Insulin stimulates the kinase activity of RAC-PK, a pleckstrin homology domain containing ser/thr kinase.

Abstract
In the present study, insulin is shown to rapidly stimulate by 8‐ to 12‐fold the enzymatic activity of RAC‐PK alpha, a pleckstrin homology domain containing ser/thr kinase. In contrast, activation of protein kinase C by phorbol esters had almost no effect on the enzymatic activity of RAC‐PK alpha.
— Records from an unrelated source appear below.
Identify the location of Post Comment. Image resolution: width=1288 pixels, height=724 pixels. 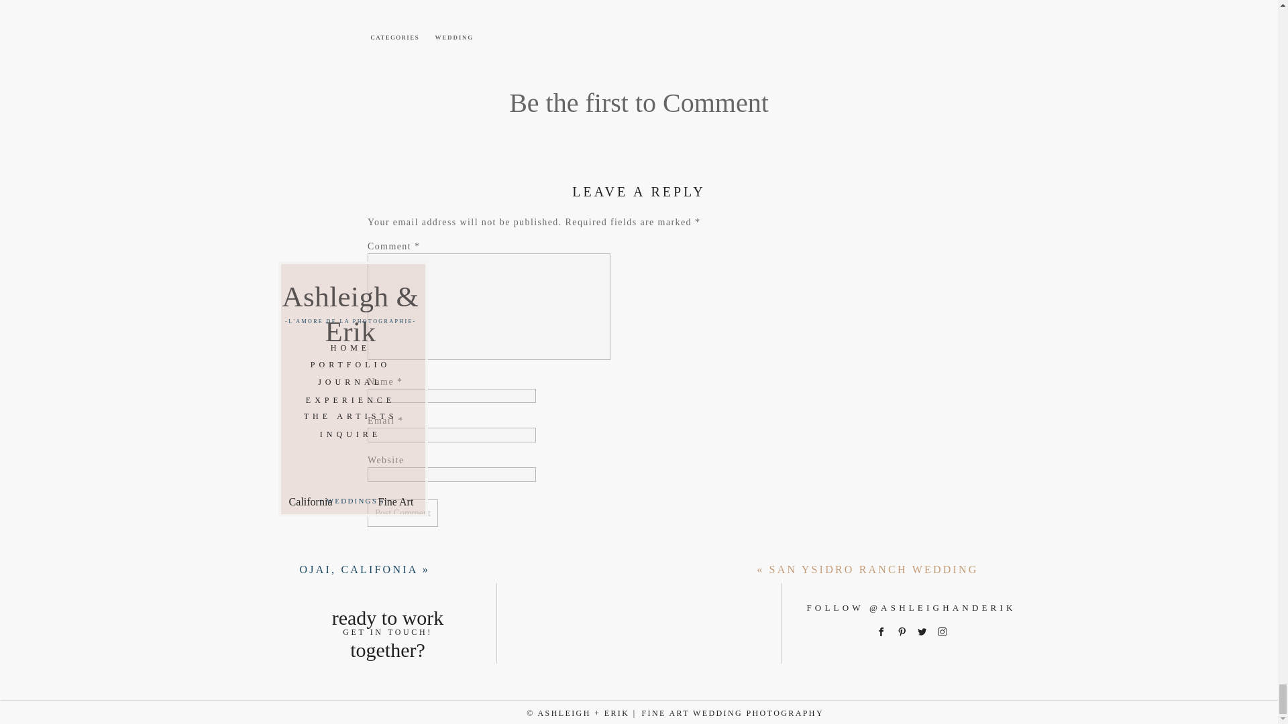
(402, 514).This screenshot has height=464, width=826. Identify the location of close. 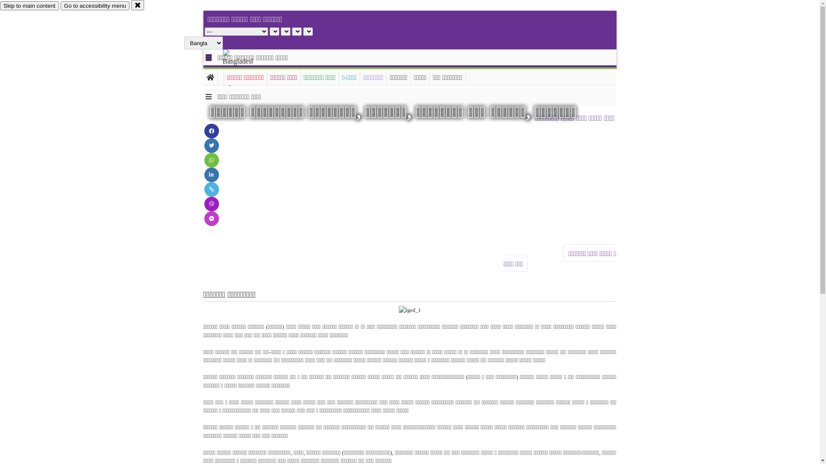
(138, 5).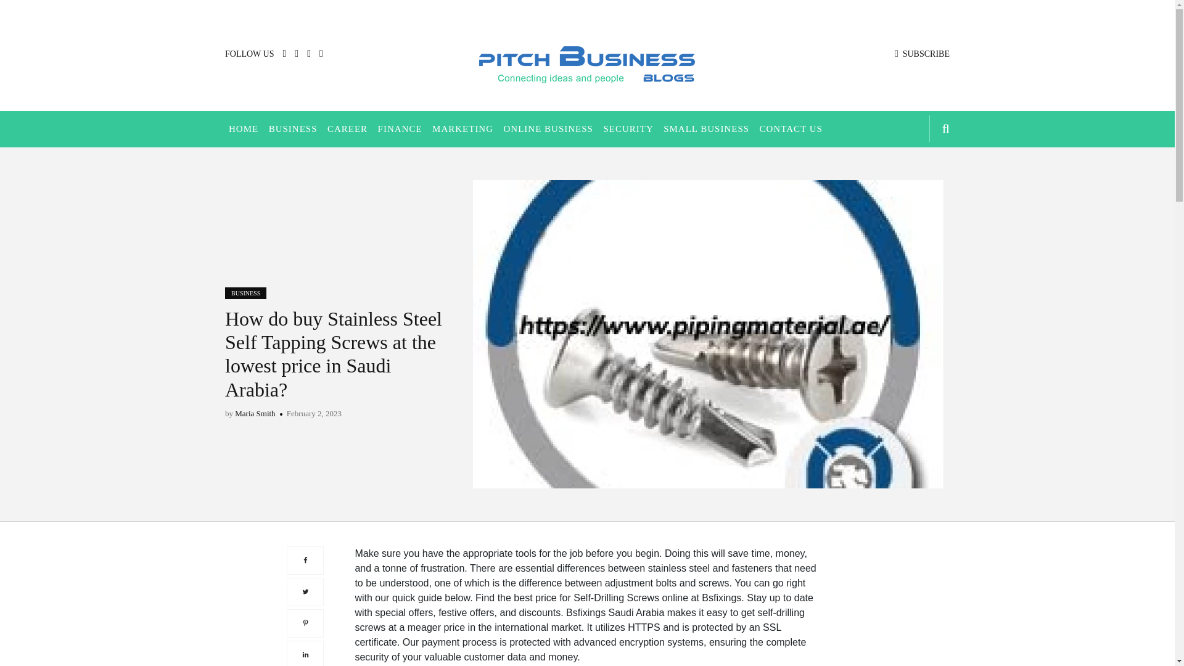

Insulin activation was accompanied by a shift in molecular weight of the RAC‐PK alpha protein, and the activated kinase was deactivated by treatment with a phosphatase, indicating that insulin activated the enzyme by stimulating its phosphorylation. This insulin‐induced shift in RAC‐PK was also observed in primary rat epididymal adipocytes, as well as in a muscle cell line called C2C12 cells. The insulin‐stimulated increase in RAC‐PK alpha activity was inhibited by wortmannin (an inhibitor of phosphatidylinositol 3‐kinase) in a dose‐dependent manner with a half‐maximal inhibition of 10 nM, but not by 20 ng/ml of rapamycin. Activation of RAC‐PK alpha activity was also observed in a variant RAC lacking the pleckstrin homology domain. These results indicate that RAC‐PK alpha activity can be regulated by the insulin receptor. RAC‐PK alpha may therefore play a general role in intracellular signaling mediated by receptor tyrosine kinases.